Fetal Heartbeat

There are people, organizations, institutions and leaders in politics that support the idea that a woman should be made to get an ultrasound and then listen to the fetus‘s heartbeat before she can go through with the abortion she has decided to get. In the case of a pregnancy not yet five weeks, as I understand, no heartbeat can be detected, so a probe must be inserted in her up to the opening of the cervix– it cannot enter the womb, or can it, I don’t know, but this is futuristic alien invasion stuff . . . an effective return to the curtain rod, the wire hanger?
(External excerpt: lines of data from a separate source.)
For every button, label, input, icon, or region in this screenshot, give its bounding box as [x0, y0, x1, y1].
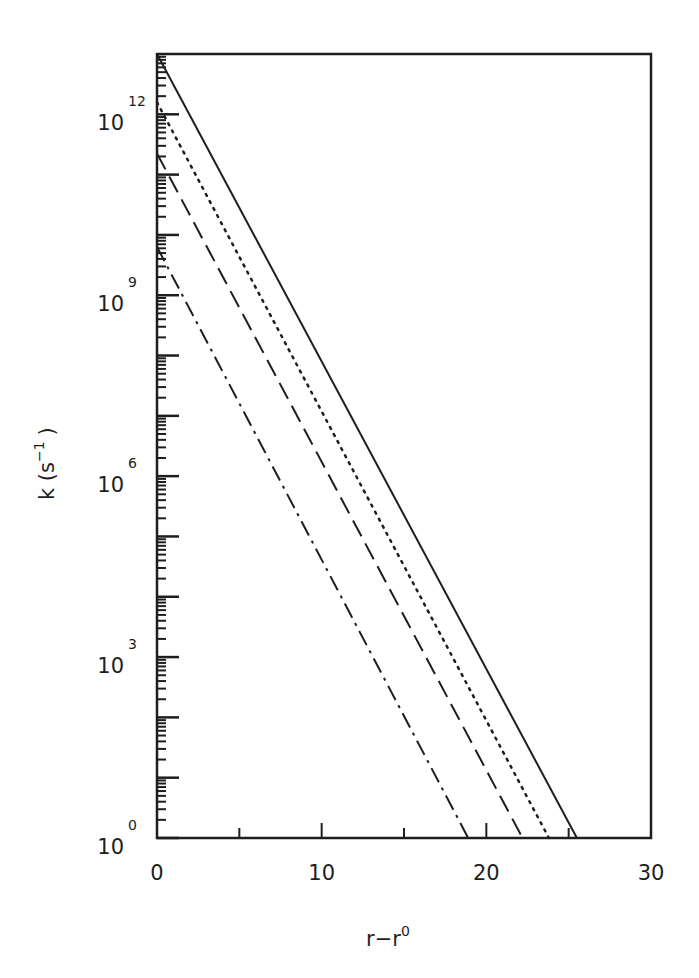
x-axis-title: r−r0	[366, 923, 410, 951]
y-axis-title: k (s−1)	[31, 427, 59, 500]
x-tick-labels: 0102030	[150, 861, 664, 885]
y-tick-label: 10	[97, 111, 124, 135]
x-tick-label: 10	[308, 861, 335, 885]
y-tick-label: 10	[97, 835, 124, 859]
series-solid	[157, 54, 577, 838]
y-major-ticks	[157, 114, 179, 838]
y-tick-exponent: 6	[128, 455, 137, 471]
y-tick-labels: 1001031061091012	[97, 93, 146, 859]
series-dotted	[157, 102, 549, 838]
data-series	[157, 54, 577, 838]
x-ticks	[157, 823, 651, 838]
chart: 1001031061091012 0102030 r−r0 k (s−1)	[0, 0, 699, 978]
y-tick-label: 10	[97, 292, 124, 316]
plot-frame	[157, 54, 651, 838]
y-tick-label: 10	[97, 654, 124, 678]
x-tick-label: 30	[638, 861, 665, 885]
y-tick-exponent: 0	[128, 817, 137, 833]
x-tick-label: 0	[150, 861, 163, 885]
y-tick-exponent: 9	[128, 274, 137, 290]
y-tick-exponent: 12	[128, 93, 146, 109]
x-tick-label: 20	[473, 861, 500, 885]
series-dashed	[157, 154, 523, 838]
y-tick-label: 10	[97, 473, 124, 497]
series-dash-dot	[157, 247, 468, 838]
y-tick-exponent: 3	[128, 636, 137, 652]
y-minor-ticks	[157, 57, 166, 820]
I know that this is far, far too invasive. I cannot imagine what mind thinks of this stuff–and stuff is used without irony or pun intended. It is another punitive measure imagined by moralizers, who, when matters of morality arise, are usually wrong or wrong-headed or exaggerated or extreme in their proposed solutions. The Nazis were a moral majority, really; grotesque, extreme, absurd, even, but always very, very dangerous in their popularity. I know where I stand on this issue, no pun intended, issue being the King James Bible‘s referent for children or the clap. But yes, Nazism was a fundamentalism, a ferocious ethic of cleansing society of its social diseases which went beyond eliminating the occurrence of gonorrhea or syphilis. People or peoples became diseases in the body politic. What this has to do with us today in this assumed democratic and liberty-loving America might seem far fetched, but I insist that there are inordinate ways which we are like both the Nazis and the Soviets, to which we are fast becoming unable to respond because fascism is coming at us from both left and the right.

I grew up in a country and at a time where I could not support the notion that I could tell a woman what to do except in so far as it concerned my body and my person and what she could not do with impunity to me. No, I cannot tell a woman what to do with her body, no matter how cliché opponents to a woman’s legal access to her right to choose think it sounds. There are legislators who imagine it is the governments job to do so, even if they carefully couch their arguments about abortion in language that raises the specter of having to protect the constitutional and human rights of a fetus or more ridiculously, an embryo.

A woman’s body is only an object to her, and to no one else, especially the law, or the state, or any rabid public in service of that state levying its power, its authority, against the people. I  know the slippery slope that anyone falls on when trying to locate the soul or the mind–because we separate the two, but not only for this. Just when personhood begins I couldn’t tell you, nor could any neurologist with any certainty. We can map the progress of the human embryo and fetus, but cannot the development of consciousness as we call it in the naming of personhood. We can no more locate this developing consciousness than anyone can tell us where the mind is located or where the soul in a person resides; that is, if we insist on keeping them categorically separate. Again, doctors cannot pinpoint where consciousness begins: here at this point, at this moment and not before.

I just lost my mother to a cerebral hemorrhage, quickly eliminating her higher brain functions. There was brain stem activity for about a week, and for emotional reasons I waited until it was confirmed that  there was no brain stem activity before we removed the tube that was by then more than helping her breathe. I spent the last hours with her; I was there every day. I did not hope against hope, I just kept myself from concluding that all was lost, which seemed to converge with hope against hope. I couldn’t tell anyone what to do in like circumstances. My decisions were personal and I think or hope were intelligent enough to manage the multiplicity of individual decision-making while preserving the dignity and integrity of individual life. Seeing her as she was was not something I couldn’t stand, no matter how painful it was to see her like that. I remember thinking about a hypothetical situation where a man has a friend who is dying horribly and in pain. The friend asks the man to kill him and put him out of his misery. It’s not important to understand if he does it or not only that if he does shoot his friend, let’s say, then it is because the man finds it easier to shoot his friend than to watch him as he is or to listen to him in pain; if he does not shoot him, then it is because it is easier for him to listen to his friend in pain than it is to pull the trigger. We only ever do what is good for us, even if we have confused what is good for might be to inflict pain and misery on ourselves, all of which could be done with words to accompany the decision.

What this has to do with the simple, solitary woman waiting to have an abortion I do not know. But having to undergo the fore mentioned invasion of her body on top of the trauma of the abortion I cannot abide. I do say that the abortion is difficult enough, and only the most desensitized person could believe that any woman who has an abortion is so desensitized or depraved that she would need to undergo this chamber of horror, this nearly inquisitional moral awakening before she would be granted an abortion. No woman takes this lightly, the exceptions to this rule only proving the rule. There need be no added punishment. We are humane, are we not? I am questioning this, genuinely, although also rhetorically.

I am with the French language where human and humane are one word and there is no humanity with human humane. Please, let’s not step backward; history may not be in itself progressive, but humanity can and should take steps forward.